By Walter Pincus, Published: September 26
Sen. John McCain (R-Ariz.) is carrying his fight over Defense Department spending to a new level — the structure of Congress itself.
Last week, I wrote that his initial target was the culture of Pentagon officials who have “been inclined to lose sight of affordability as a goal and just reached for more money as a solution to most problems.”
His newest quarry: The Senate Appropriations Committee. Or as he put it Wednesday in a Senate floor speech, “a handful of senior appropriators and their unelected staffs [who] dictate the spending of hundreds of billions of dollars — often in a manner that directly contravenes the will of those committees that still authorize spending.”
There has always been tension in the archaic, two-step way Congress approves money for executive departments. House and Senate authorizing committees approve programs and set budget levels, and then the “powerful” House and Senate appropriations committees approve the actual figures, sometimes lower than that authorized.
In recent years, however, with Congress unable to pass authorizing bills on time and the advent of “omnibus” spending bills, appropriators have taken to moving funds around, including adding money for projects not specifically authorized.
McCain is the ranking Republican on the Senate Armed Services Committee, which hasn’t brought its final version of the fiscal 2012 defense authorization bill to the Senate floor.
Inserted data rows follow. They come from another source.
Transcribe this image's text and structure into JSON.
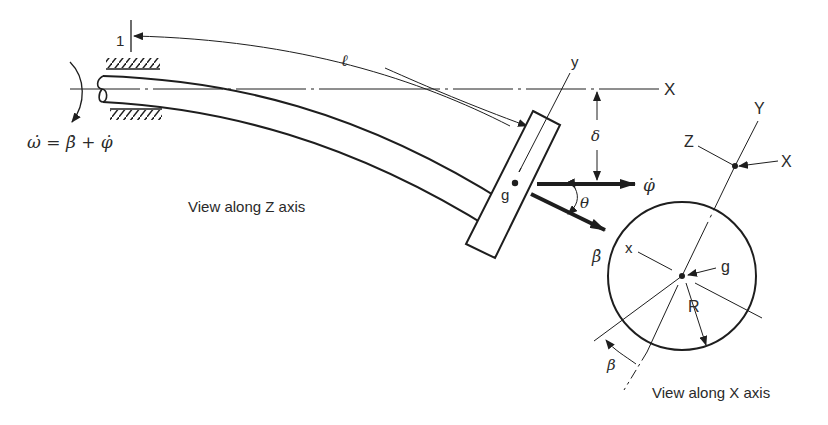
{
  "diagram": {
    "type": "engineering-schematic",
    "colors": {
      "ink": "#1e1e1e",
      "background": "#ffffff"
    },
    "left_view": {
      "caption": "View along Z axis",
      "labels": {
        "station": "1",
        "length": "ℓ",
        "axis_x": "X",
        "axis_y": "y",
        "deflection": "δ",
        "center": "g",
        "phi_dot": "φ̇",
        "beta_dot": "β̇",
        "theta": "θ",
        "omega_eq": "ω̇ = β̇ + φ̇"
      }
    },
    "right_view": {
      "caption": "View along X axis",
      "labels": {
        "axis_Y": "Y",
        "axis_Z": "Z",
        "axis_X": "X",
        "axis_x": "x",
        "center": "g",
        "radius": "R",
        "beta": "β"
      }
    }
  }
}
That’s because the debt-limit agreement requires an additional spending reduction in fiscal 2012, which the panel has yet to make.
Meanwhile, the Senate Appropriations Committee on Sept. 15 approved its version of the legislation.
McCain said the appropriators used “budget gimmicks totaling over $10 billion to mislead the American people about the savings the committee claims to achieve.”
According to McCain, the “core” Defense Department budget was set at $513 billion for fiscal 2012, the same figure as approved for the current year.
There is another pot of money for the Pentagon that is considered “emergency spending” and “off budget.” It funds the fighting in Afghanistan and Iraq. For fiscal 2012, that figure was set at $117 billion.
The committee’s “gimmick,” according to McCain, was to cut $10 billion from this war account, partly based on “a presumption of decreased troop strength in Iraq and Afghanistan.” McCain pointed out that assumes reductions go as planned and that there is no need to keep additional troops in Iraq after Dec. 31.
But then, the committee shifted $10 billion in programs from the “core” budget to the war account. Among the programs shifted were $4 billion for Army, Navy, Marine and Air Force service depot maintenance and $1.5 billion for procurement of unmanned aircraft for the Air Force, Army and Navy.
That shifted $10 billion made up nearly half of the $26 billion the committee claimed to have cut from President Obama’s core Defense Department request.
But, according to McCain, the committee “still found money for over $2.3 billion in additional spending not requested by the Department of Defense and for items that are far from real Defense requirements.” These included rewards to special interests and funds for members’ pet projects,McCain said.